When I created and began writing my first blog, it was about politics with a tendency toward American foreign policy. That was two years ago. I found myself becoming disenfranchised or simply disinterested with politics. I realized that I can like foreign policy without making it what defines me. Since then, it's been a gradual epiphany toward recognizing the value in loving art, history, literary studies, Native America(ns), poetry, anthropology, and generally whatever fancies me. A professor once told me that people who I believe in interdisciplinarity (mind you, I don't know if I am one of those people or I'm just doing what I want because it pleases me and I want to be a well-rounded individual) rarely ever touch the surface of anything or make any significant strides in modes of thinking. I'm not out to make this blog my rebuttal to her myopic statement; I want this newborn thing to be beautiful and for me as well as for other readers.
So here goes:
I'm reading an article by Louis Menand that appeared in The New Yorker last week (this week's issue is the summer fiction issue and it features a story by Lauren Groff who went to UDub-Madison with a friend of mine, Jacques Rancourt. I will link to both of them soon. Here's the link to Menand: http://www.newyorker.com/arts/critics/atlarge/2011/06/06/110606crat_atlarge_menand) and he's talking about the value of college. He points to the higher income of people with a bachelor's degree: $83,000 versus someone with a high school education, who on average makes $31,000. Menand seems to be making a big leap from the "value" of education to income; though I don't doubt that a college education is beneficial (how can I?), I think I'd rather have little to no debt and make $30,000 than have a quarter of a million dollars (or more! the thought makes me nauseous) and make $80-85,000. Perhaps this is naivete, but the idea of debt makes me incredibly unhappy and I think I'd rather have to worry about living on/with less than worry about vast amounts of debt. It also bothers me than the inflationary status of higher education is normalizing the idea of debt, especially long-term debt. When 22% of awarded degrees are going to business students, the thought of debt seems to parallel the way we treat our environment and economy: it's okay to use up natural resources now, we'll figure it out later; it's okay to speculate on housing and the value of "derivatives" and other forms of non-existent money, we'll figure it out later; it's okay to spend piles of money on my undergraduate degree, I'll pay it back later, it will all work out. That philosophy of "we'll figure it out later" distresses me personally, but it correlates to the way we behave and suggests that we need to start changing the way we think about the "value" of things.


- Exercise -
Every line below from the one with "Find the location of a particular element. This" through the one with "Locate an element" is to be repeated exactly, with no picture among them.

- Data for analysis -

========

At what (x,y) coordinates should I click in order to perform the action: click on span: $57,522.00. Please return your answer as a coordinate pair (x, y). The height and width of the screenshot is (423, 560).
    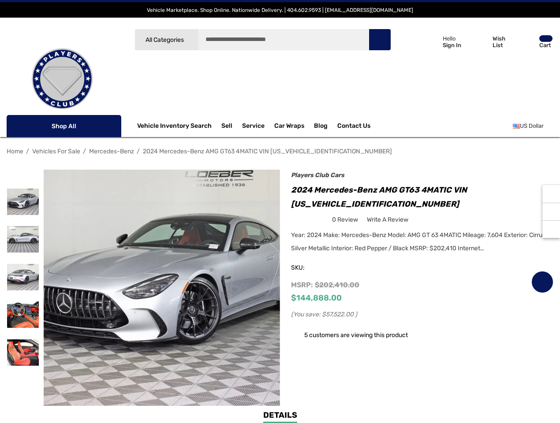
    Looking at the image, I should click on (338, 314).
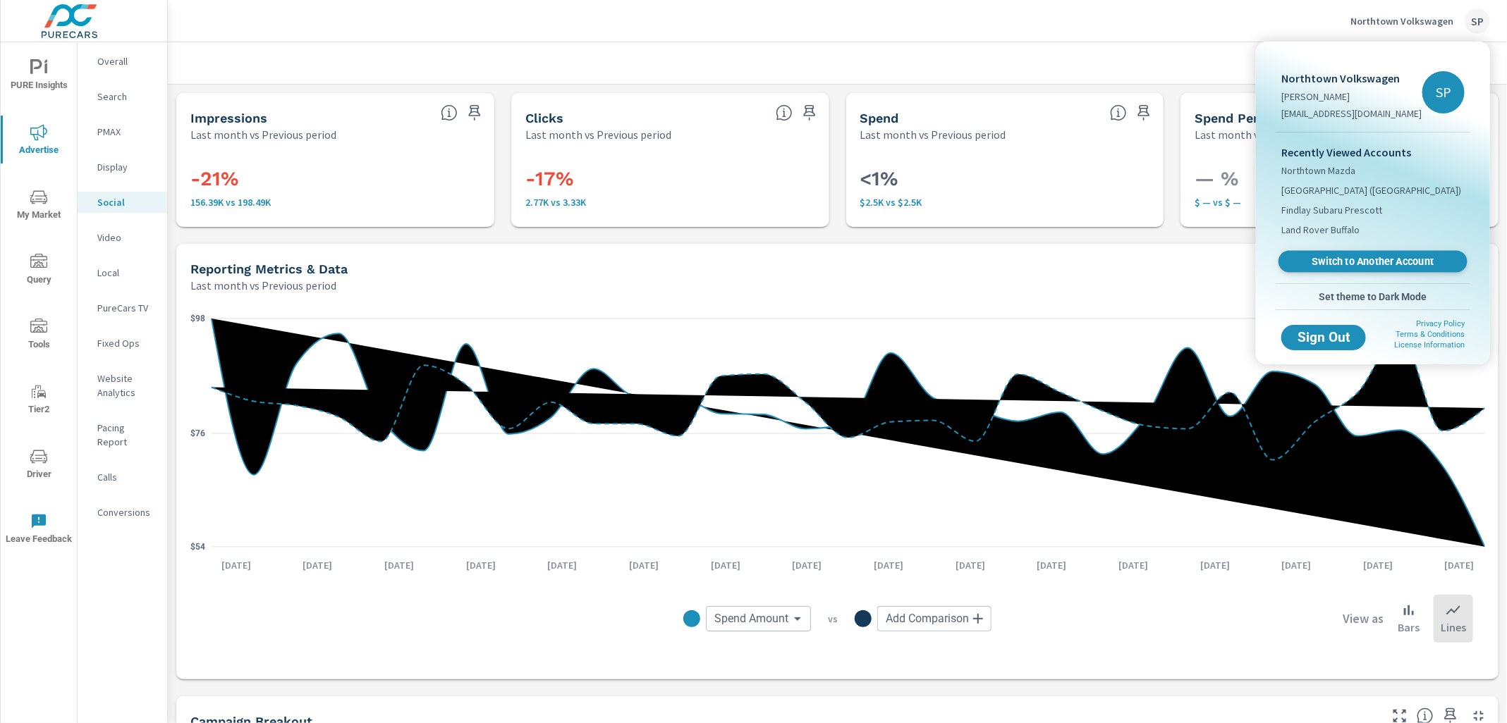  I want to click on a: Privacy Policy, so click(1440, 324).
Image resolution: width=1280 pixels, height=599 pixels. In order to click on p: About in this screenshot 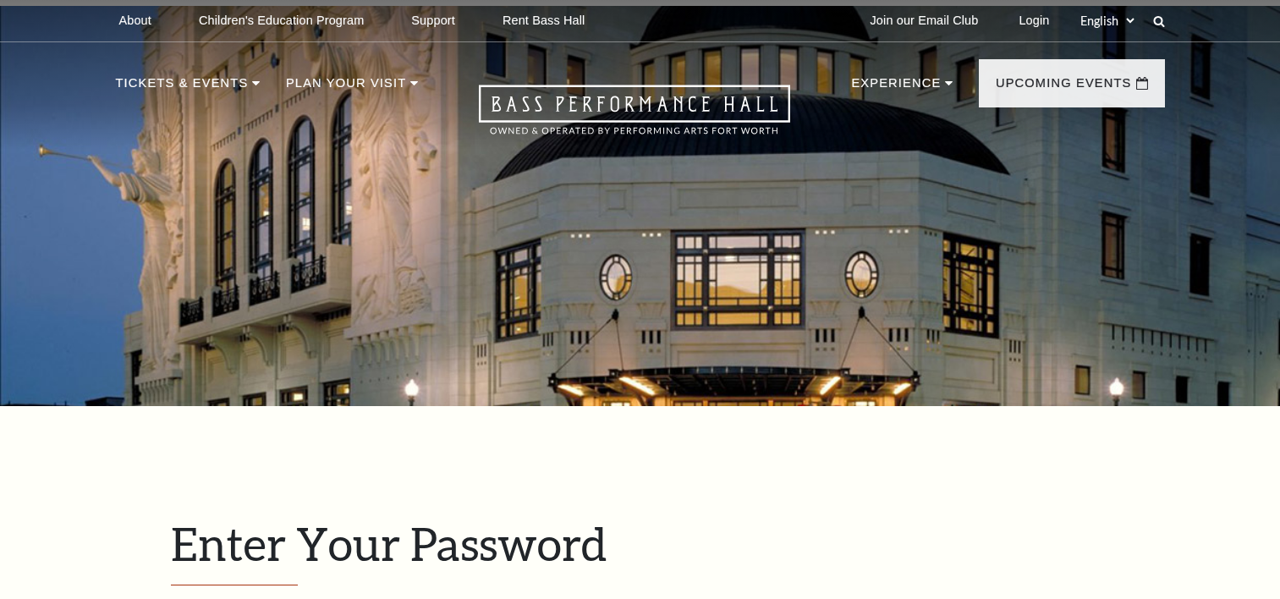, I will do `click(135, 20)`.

========

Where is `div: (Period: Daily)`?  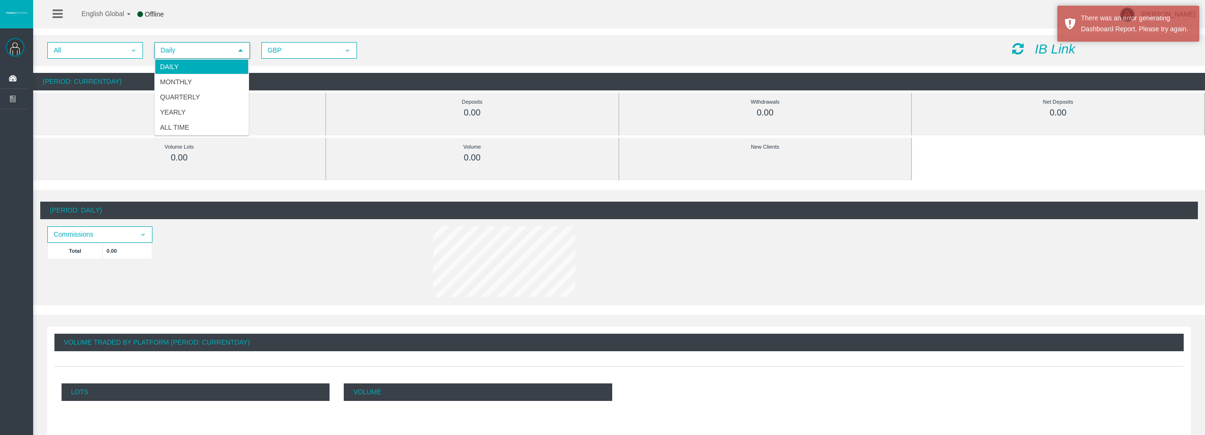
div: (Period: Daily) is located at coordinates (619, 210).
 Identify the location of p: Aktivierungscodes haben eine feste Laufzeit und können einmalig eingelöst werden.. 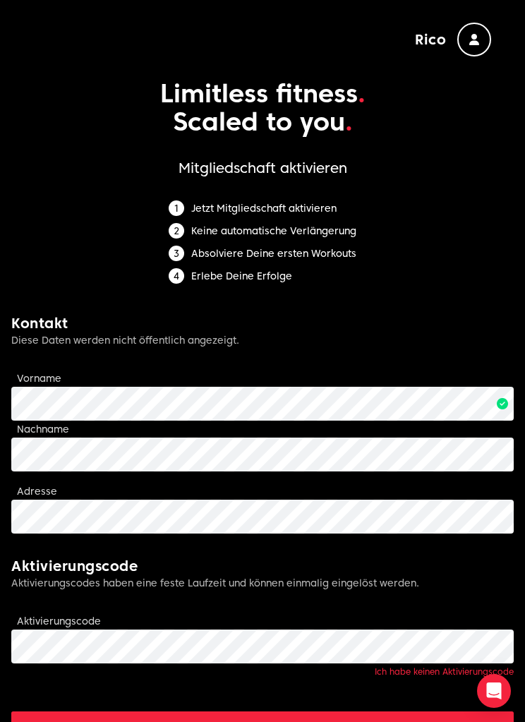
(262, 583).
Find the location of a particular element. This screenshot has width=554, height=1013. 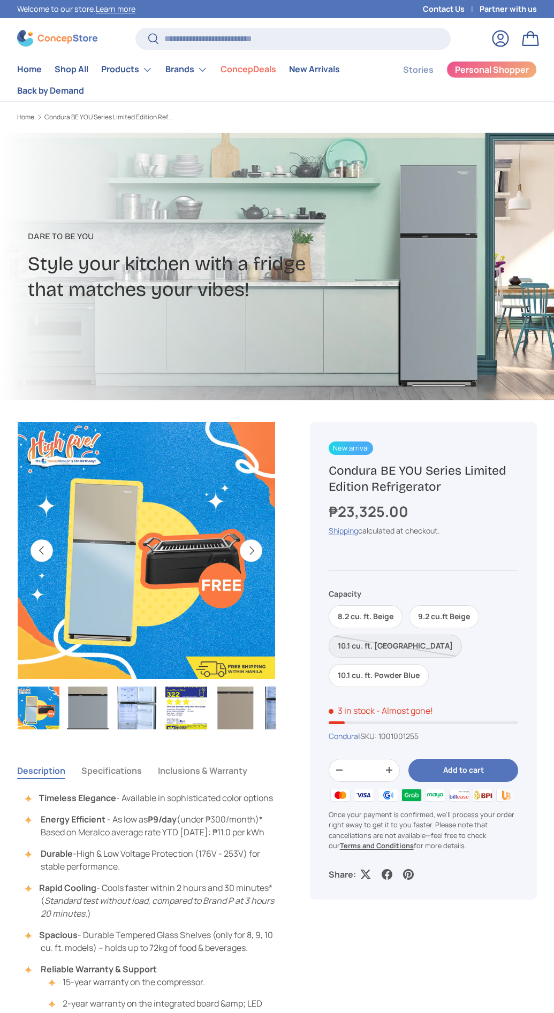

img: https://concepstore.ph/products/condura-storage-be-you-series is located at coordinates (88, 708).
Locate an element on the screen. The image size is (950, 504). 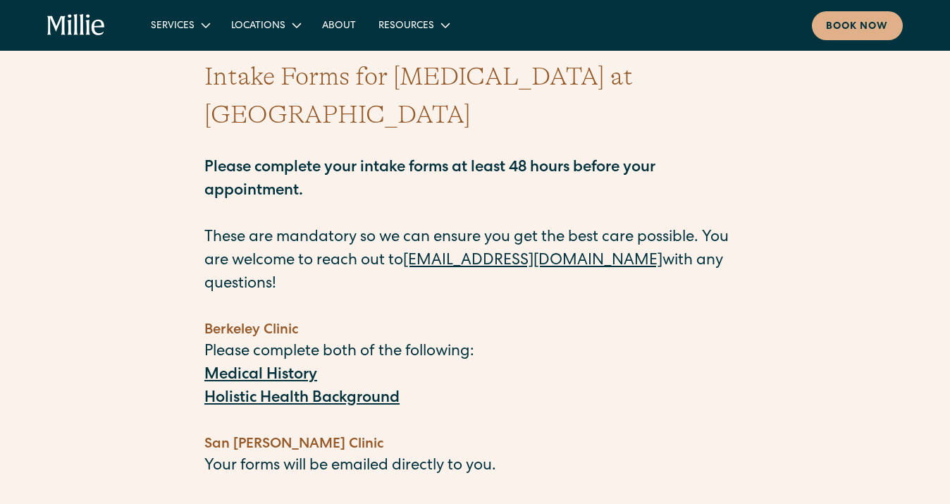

========

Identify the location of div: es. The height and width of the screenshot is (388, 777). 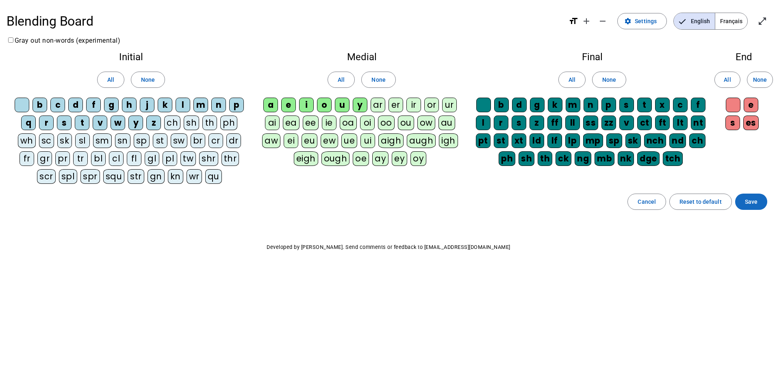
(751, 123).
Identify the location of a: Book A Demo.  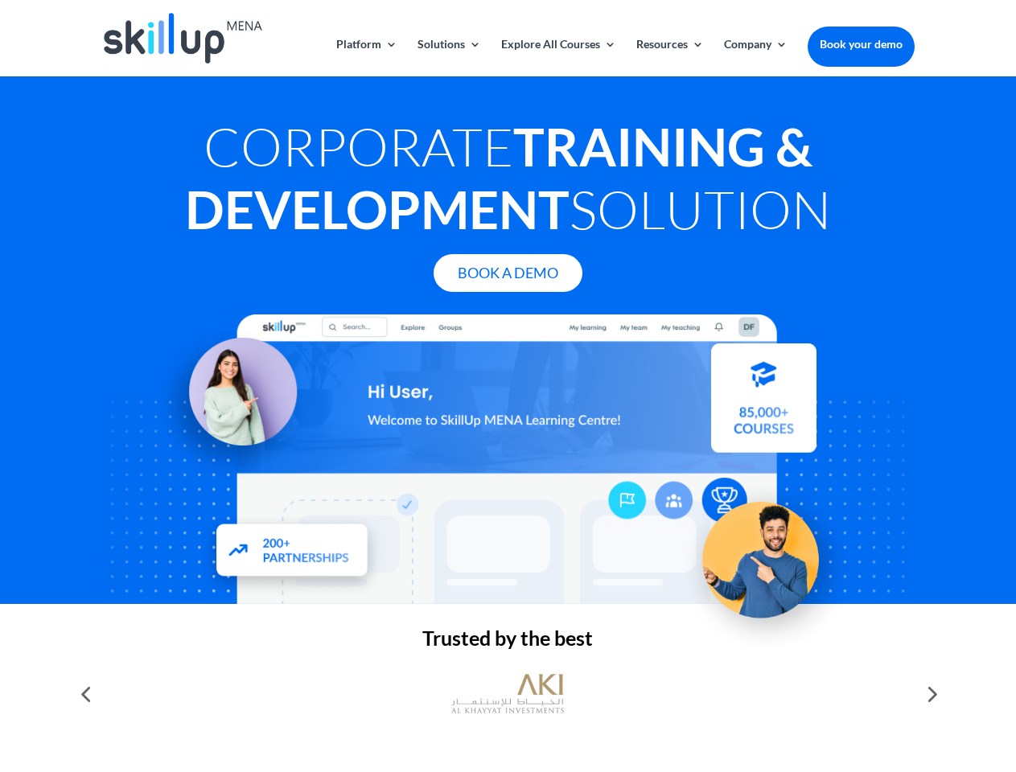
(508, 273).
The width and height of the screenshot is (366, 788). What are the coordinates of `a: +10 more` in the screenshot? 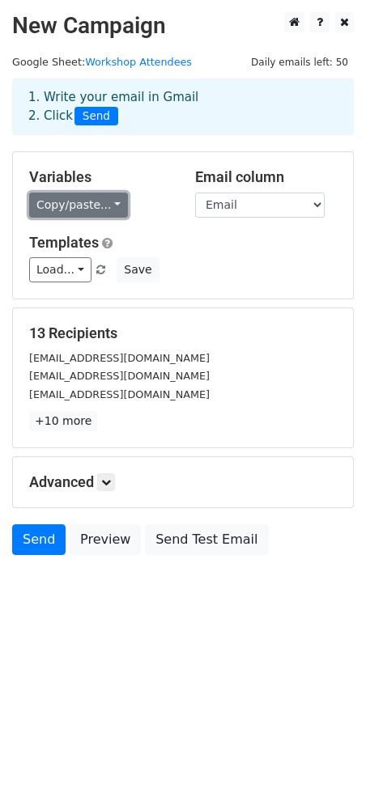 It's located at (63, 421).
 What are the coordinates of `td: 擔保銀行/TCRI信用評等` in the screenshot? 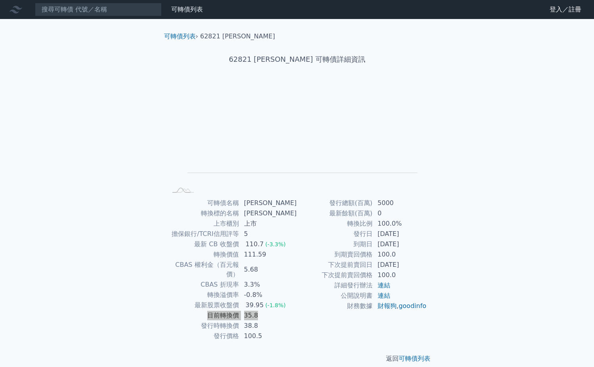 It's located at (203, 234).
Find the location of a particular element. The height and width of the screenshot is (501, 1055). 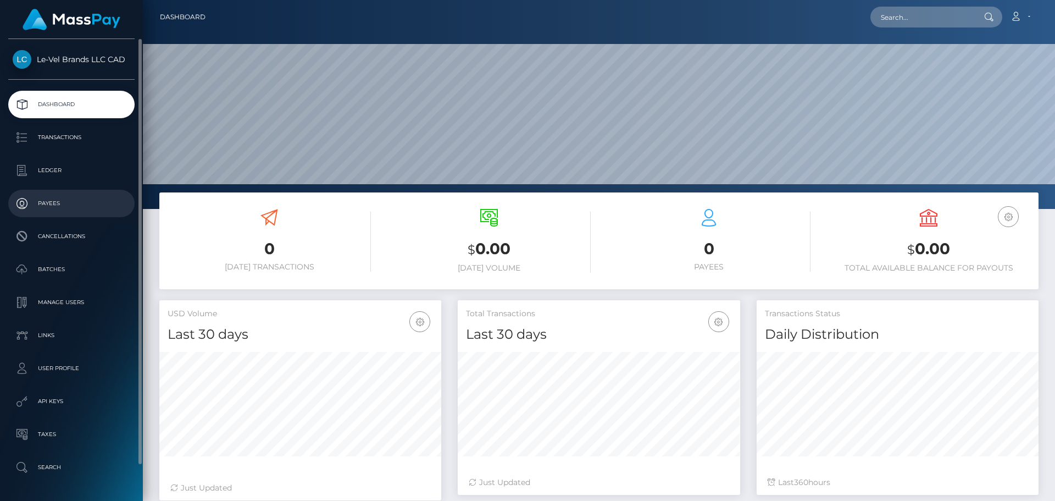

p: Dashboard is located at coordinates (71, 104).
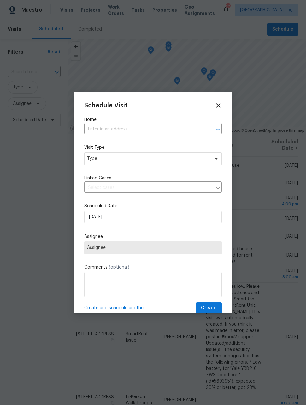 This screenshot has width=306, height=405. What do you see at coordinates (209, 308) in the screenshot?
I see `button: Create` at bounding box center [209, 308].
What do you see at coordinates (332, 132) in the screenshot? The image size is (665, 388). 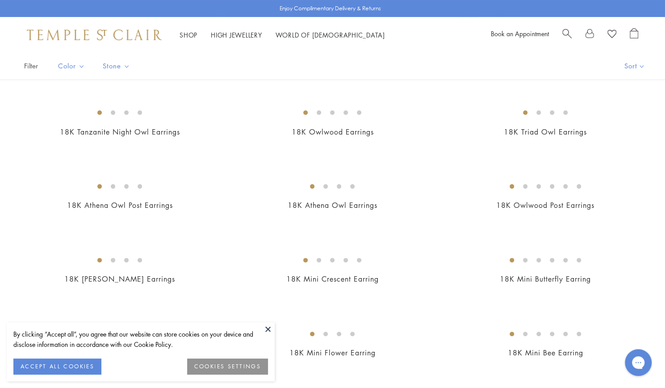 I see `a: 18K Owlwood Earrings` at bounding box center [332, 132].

========

- Task response -
Find the location of a particular element. This screenshot has width=554, height=1013. 

img: https://concepstore.ph/products/condura-storage-be-you-series is located at coordinates (88, 708).
Locate an element on the screen. The image size is (950, 504). 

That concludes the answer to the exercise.